The Bauhaus-inspired collection is “safari meets avant-garde”: clean lines, simple shapes, functional details. Pieters has an eye for tailoring that takes his jackets, pants, and shirts beyond the mundane. White, black, and beige are the staples with a surprise electric blue. The clothing is crisp; seams and darts are prominent design elements, and his tailoring is perfect when he cuts suit jackets into subtle geometric panels.

Bruno Pieters is reserved and avoids flashy antics. his fashion manifests itself with a particularly Belgian sensibility: thoughtful, deliberate, well-crafted, and inventive.

Pieters has a trim figure, delicate features, light eyes. He is reserved and, as with most Antwerp designers, avoids flashy antics. Instead, the passion for fashion manifests itself with a particularly Belgian sensibility: thoughtful, deliberate, well-crafted, and inventive.

There are two individuals at the HUGO helm: Bruno Pieters and Eyan Allen, who is the creative director. “I am the designer and art director and he’s [Allen] more involved with the follow-up of the team and in touch with the different markets, more of a commercial person. The roles are very clear,” affirms Pieters.

A designer, tailor, and craftsman, Pieters is one of those Antwerp designers who think outside the envelope without becoming ridiculous. “What we have in common with Belgian designers is that sense for reality. That is something with German design too; reality and feeling.” Sales figures for HUGO have risen nine per cent since Pieters designed their first collection. Not a bad figure, considering those returns are after one season, and the line was already doing well.

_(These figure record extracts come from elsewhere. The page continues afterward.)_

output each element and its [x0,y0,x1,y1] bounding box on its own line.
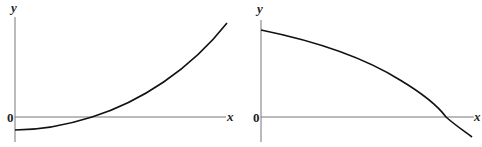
right-curve [261,30,472,137]
right-graph: y 0 x [253,1,481,142]
left-origin-label: 0 [7,110,14,125]
graphs-figure: y 0 x y 0 x [0,0,482,147]
right-origin-label: 0 [253,110,260,125]
right-y-label: y [255,1,263,16]
left-curve [15,23,227,130]
left-x-label: x [226,109,234,124]
left-y-label: y [9,0,17,15]
right-x-label: x [473,109,481,124]
left-graph: y 0 x [7,0,234,142]
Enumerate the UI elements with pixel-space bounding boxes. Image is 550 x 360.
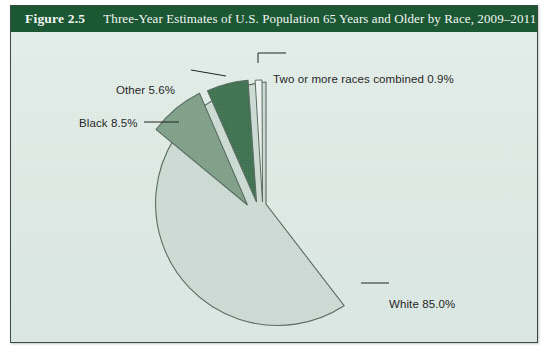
leader-line-two-or-more bbox=[258, 53, 286, 63]
pie-label-white: White 85.0% bbox=[389, 298, 455, 310]
pie-label-other: Other 5.6% bbox=[116, 84, 175, 96]
figure-title: Three-Year Estimates of U.S. Population … bbox=[103, 11, 536, 27]
pie-label-black: Black 8.5% bbox=[79, 117, 138, 129]
leader-line-other bbox=[191, 70, 226, 76]
figure-caption-bar: Figure 2.5 Three-Year Estimates of U.S. … bbox=[11, 6, 537, 32]
pie-label-two-or-more: Two or more races combined 0.9% bbox=[273, 73, 454, 85]
chart-plot-area: Black 8.5% Other 5.6% Two or more races … bbox=[11, 32, 537, 342]
figure-container: Figure 2.5 Three-Year Estimates of U.S. … bbox=[10, 5, 538, 343]
figure-number: Figure 2.5 bbox=[25, 11, 85, 27]
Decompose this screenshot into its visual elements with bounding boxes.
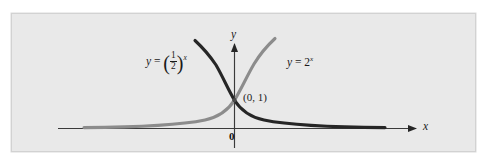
label-two-exponent: x bbox=[310, 55, 313, 63]
point-label-origin-one: (0, 1) bbox=[243, 92, 267, 103]
figure-root: y = (12)x y = 2x (0, 1) y x 0 bbox=[0, 0, 490, 167]
fraction-denominator: 2 bbox=[170, 62, 177, 72]
label-two-variable: y bbox=[287, 56, 292, 68]
label-two-equals: = bbox=[295, 56, 302, 68]
paren-open: ( bbox=[163, 52, 170, 74]
y-axis-label: y bbox=[231, 29, 236, 41]
fraction-one-half: 12 bbox=[170, 51, 177, 72]
curve-label-half: y = (12)x bbox=[146, 51, 187, 73]
x-axis-label: x bbox=[423, 121, 428, 133]
figure-panel bbox=[11, 13, 476, 152]
curve-label-two: y = 2x bbox=[287, 56, 313, 68]
origin-label: 0 bbox=[229, 131, 235, 142]
label-half-variable: y bbox=[146, 55, 151, 67]
label-half-equals: = bbox=[154, 55, 161, 67]
label-half-exponent: x bbox=[183, 53, 186, 62]
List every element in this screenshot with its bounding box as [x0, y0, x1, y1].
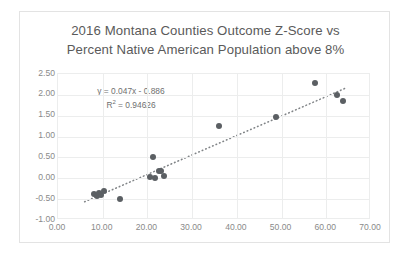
trendline-equation-annotation: y = 0.047x - 0.886 R2 = 0.94626 — [72, 86, 190, 111]
y-axis-tick-label: 1.50 — [21, 110, 55, 119]
gridline-horizontal — [58, 178, 369, 179]
r-squared-value: R2 = 0.94626 — [72, 97, 190, 111]
gridline-horizontal — [58, 116, 369, 117]
x-axis-tick-label: 20.00 — [126, 222, 166, 232]
y-axis-tick-label: -0.50 — [21, 194, 55, 203]
plot-area: y = 0.047x - 0.886 R2 = 0.94626 — [57, 73, 370, 219]
gridline-horizontal — [58, 95, 369, 96]
chart-title: 2016 Montana Counties Outcome Z-Score vs… — [20, 21, 391, 59]
chart-title-line-2: Percent Native American Population above… — [20, 40, 391, 59]
x-axis-tick-label: 50.00 — [261, 222, 301, 232]
gridline-vertical — [147, 74, 148, 218]
data-point — [152, 175, 158, 181]
data-point — [273, 114, 279, 120]
y-axis-tick-label: 1.00 — [21, 131, 55, 140]
data-point — [340, 98, 346, 104]
y-axis-tick-labels: 2.502.001.501.000.500.00-0.50-1.00 — [20, 73, 55, 219]
chart-card: 2016 Montana Counties Outcome Z-Score vs… — [19, 11, 390, 243]
data-point — [312, 80, 318, 86]
y-axis-tick-label: 2.50 — [21, 69, 55, 78]
gridline-horizontal — [58, 157, 369, 158]
data-point — [101, 188, 107, 194]
x-axis-tick-label: 30.00 — [171, 222, 211, 232]
gridline-vertical — [326, 74, 327, 218]
gridline-vertical — [237, 74, 238, 218]
data-point — [216, 123, 222, 129]
chart-title-line-1: 2016 Montana Counties Outcome Z-Score vs — [20, 21, 391, 40]
y-axis-tick-label: 0.50 — [21, 152, 55, 161]
y-axis-tick-label: 0.00 — [21, 173, 55, 182]
x-axis-tick-labels: 0.0010.0020.0030.0040.0050.0060.0070.00 — [57, 222, 370, 236]
gridline-horizontal — [58, 137, 369, 138]
x-axis-tick-label: 10.00 — [82, 222, 122, 232]
data-point — [334, 92, 340, 98]
r-squared-number: = 0.94626 — [116, 100, 156, 110]
data-point — [117, 196, 123, 202]
x-axis-tick-label: 40.00 — [216, 222, 256, 232]
gridline-vertical — [192, 74, 193, 218]
x-axis-tick-label: 60.00 — [305, 222, 345, 232]
data-point — [150, 154, 156, 160]
x-axis-tick-label: 0.00 — [37, 222, 77, 232]
x-axis-tick-label: 70.00 — [350, 222, 390, 232]
gridline-horizontal — [58, 199, 369, 200]
gridline-vertical — [282, 74, 283, 218]
y-axis-tick-label: 2.00 — [21, 89, 55, 98]
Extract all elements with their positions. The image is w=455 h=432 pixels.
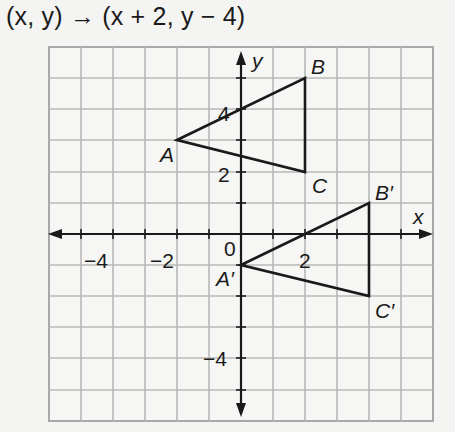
vertex-label-c: C	[312, 174, 328, 197]
y-tick-label-4: 4	[218, 102, 230, 125]
origin-label: 0	[224, 237, 236, 260]
x-tick-label-neg2: −2	[150, 249, 174, 272]
x-tick-label-neg4: −4	[84, 249, 108, 272]
vertex-label-a: A	[158, 143, 174, 166]
coordinate-grid: y x 0 −4 −2 2 4 2 −4 A B C A′ B′ C′	[0, 0, 455, 432]
x-tick-label-2: 2	[299, 249, 311, 272]
y-tick-label-neg4: −4	[203, 347, 227, 370]
vertex-label-b-prime: B′	[375, 181, 394, 204]
y-tick-label-2: 2	[218, 163, 230, 186]
y-axis-label: y	[250, 49, 264, 72]
vertex-label-b: B	[311, 55, 325, 78]
vertex-label-c-prime: C′	[375, 299, 395, 322]
x-axis-label: x	[412, 205, 425, 228]
vertex-label-a-prime: A′	[214, 267, 235, 290]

Pieters spends his time between Metzingen, the Hugo Boss headquarters, and Antwerp, where he lives. “I get up at 5:00 a.m., take a taxi and then a plane. I come here [Metzingen] once or twice a week. I spend a lot of time during fittings getting everything perfect because these clothes are about the fit, and they are about the details. I oversee the collection and usually return home the following day.” He has a preference for the quiet focus of working in Antwerp (he refers to it as a village) over the flash and adrenaline of a city like Paris or London. “In Antwerp I have my friends there and work on my own line, which is much smaller.”

There is a lack of arrogance to Pieters’s evident ambition, and an honest determination to take the long view of his career, rather than to trade reputation for a quick hit. His style is low-key, never tawdry but personal; while his own line is marked by romanticism, HUGO maintains a more geometric, German-style register, in observance of the identity of the brand label.

Pieters is ever grateful for the position in which he finds himself, and is sure to mention the role his mentors have played. “My lecturer at the Academy was Hieron Pessers and it is to him that I owe my passion for forgotten sartorial techniques. I worked for Martin Margiela right after I graduated. As a student you have this image of fashion—what it should be—all very naive. He [Margiela] brought me this sense of reality, that it’s a business, that it’s a product, that you have to create something that is desirable and that you want to buy—the facts, that’s what I learned there. At Lacroix, I learned more about the tailoring, the finishing, the handmade stuff; it was couture so it was the opposite, but it’s also a beautiful part of it—the whole luxury and dream feeling. I am happy I have had a bit of both.”

Bruno Pieters is one of the freshest and most talented faces on the runway, “I’m getting to learn it little by little. I love the speed in which it goes, the energy. Every six months you have a new collection, new work to show, this I love,” he says, with emphasis on the word love. He pauses, “I haven’t been in it long enough. I’m not bitter yet.” And hopefully, he never will be.